Weight Norm Trajectories and Mechanistic Insights

All studied configurations (activations, architectures, optimizers) exhibit convergence to a common RMS weight norm threshold at the grokking step (ΔT\Delta T0 for width 512), independent of rate of convergence. Activation functions modulate the rate at which this threshold is attained (with GELU accelerating the process), but the threshold itself is configuration-invariant (Figure 6). Figure 6

Figure 6: Across models and activations, grokking consistently coincides with convergence to a fixed weight norm threshold rather than any particular architecture-dependent solution.

Structured Solutions in Embedding Space

Post-grokking, both MLPs and Transformers encode modular arithmetic via highly sparse Fourier representations in their input embeddings, confirming a mechanistic connection to prior mechanistic interpretability results.
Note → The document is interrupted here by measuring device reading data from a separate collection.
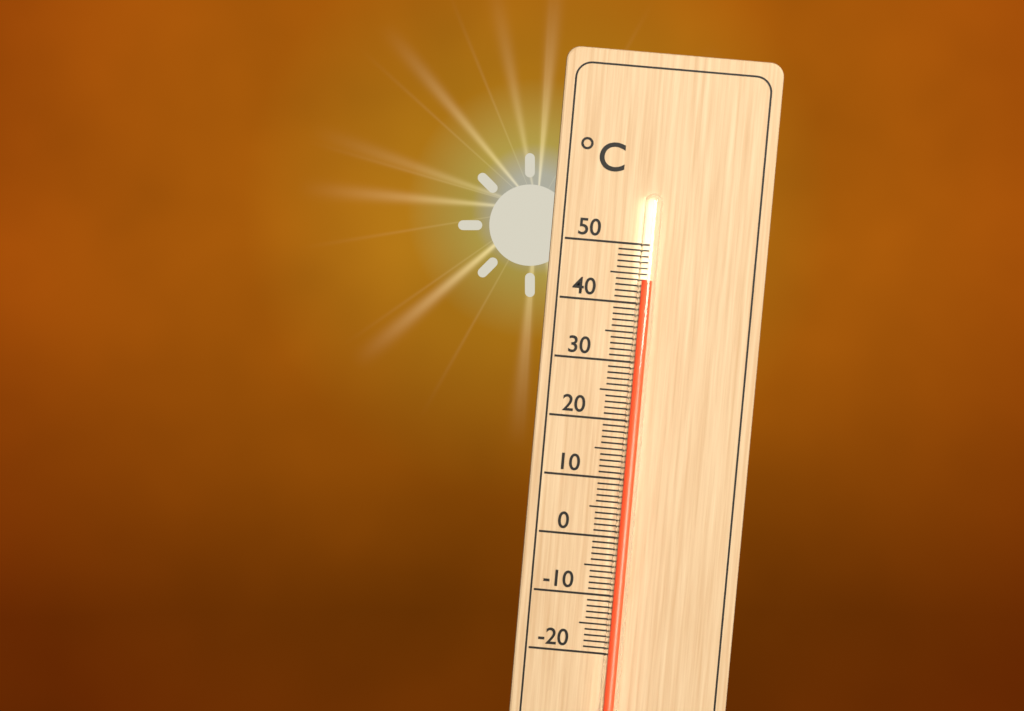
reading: 44 °C
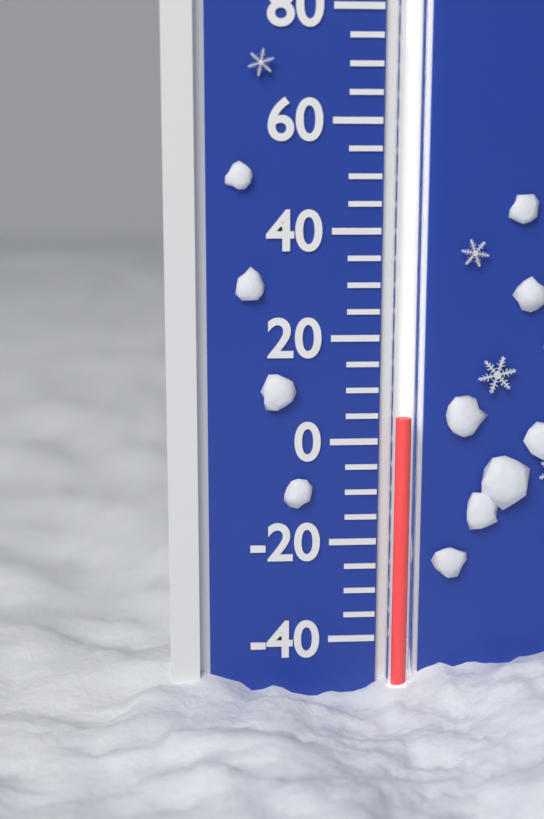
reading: 5 °F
Transformers achieve higher frequency concentration (98.5% in top-5 frequencies) than MLPs (~75%), but both model classes ultimately discover comparable algorithmic representations, and activation choice has negligible effect on solution sparsity (Figure 7). Figure 7

Figure 7: All models ultimately encode modular structure through a compact Fourier basis; degree of spectral concentration is highest for Transformers.

Task Generalization: Modular Multiplication

Replication of architecture and activation findings on modular multiplication demonstrates that the core observations persist across related algorithmic tasks (Figure 8). Both MLP advantage and GELU acceleration are replicated, with both models grokking faster on multiplication than addition. Figure 8

Figure 8: Architecture and activation effects generalize to modular multiplication; both model types grok faster relative to addition.
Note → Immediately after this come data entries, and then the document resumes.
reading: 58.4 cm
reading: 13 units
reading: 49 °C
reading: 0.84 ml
Implications and Theoretical Impact

These results provide strong evidence that the phenomenology of grokking is not fundamentally architecture-dependent but rather emerges from the interaction of optimizer dynamics and regularization. Architectural variations (depth, residual connections, attention) matter primarily in their effect on stability and the accessible weight norm trajectory. The existence of a consistent critical weight norm threshold for generalization highlights the primacy of norm-based implicit bias in learning dynamics, consistent with theoretical accounts linking generalization to loss landscape structure and gradient flow.

For practice, this suggests that to induce or accelerate grokking (and by extension, algorithmic generalization in neural networks), tuning weight decay and ensuring architectural stability should take precedence over architectural innovation. For theory, the results point to the necessity of frameworks that explicitly account for the optimizer–regularization–architecture triad, rather than focusing on architecture in isolation.

Future Directions

Several promising directions emerge:

  • Extending these systematic studies to more complex and realistic datasets (beyond modular arithmetic) to probe the universality of the observed regularization-optimality regime.
  • Deeper mechanistic interpretability of the weight norm threshold and its link to loss landscape topology or margin-based generalization.
  • Detailed analysis of the slingshot dynamics and the higher seed variance observed in Transformers, elucidating the interplay between self-attention and implicit regularization mechanisms.
  • Further probing the non-monotonicity in depth dependence and the systematics of optimization-induced barriers to generalization in larger/deeper models.

Conclusion

This systematic empirical study demonstrates that the onset and timing of grokking in neural networks are dominated by regularization and optimization stability, not architectural idiosyncrasies. Critical insights include the existence of a universal weight norm threshold for generalization, a sharply regularization-dependent regime for successful grokking, and the conditional nature of activation function advantages. These findings recalibrate the interpretation of prior architecture-centric conclusions, reinforce the mechanistic link between weight norms and generalization, and offer practical guidance for inducing and investigating grokking in algorithmic and potentially broader learning settings.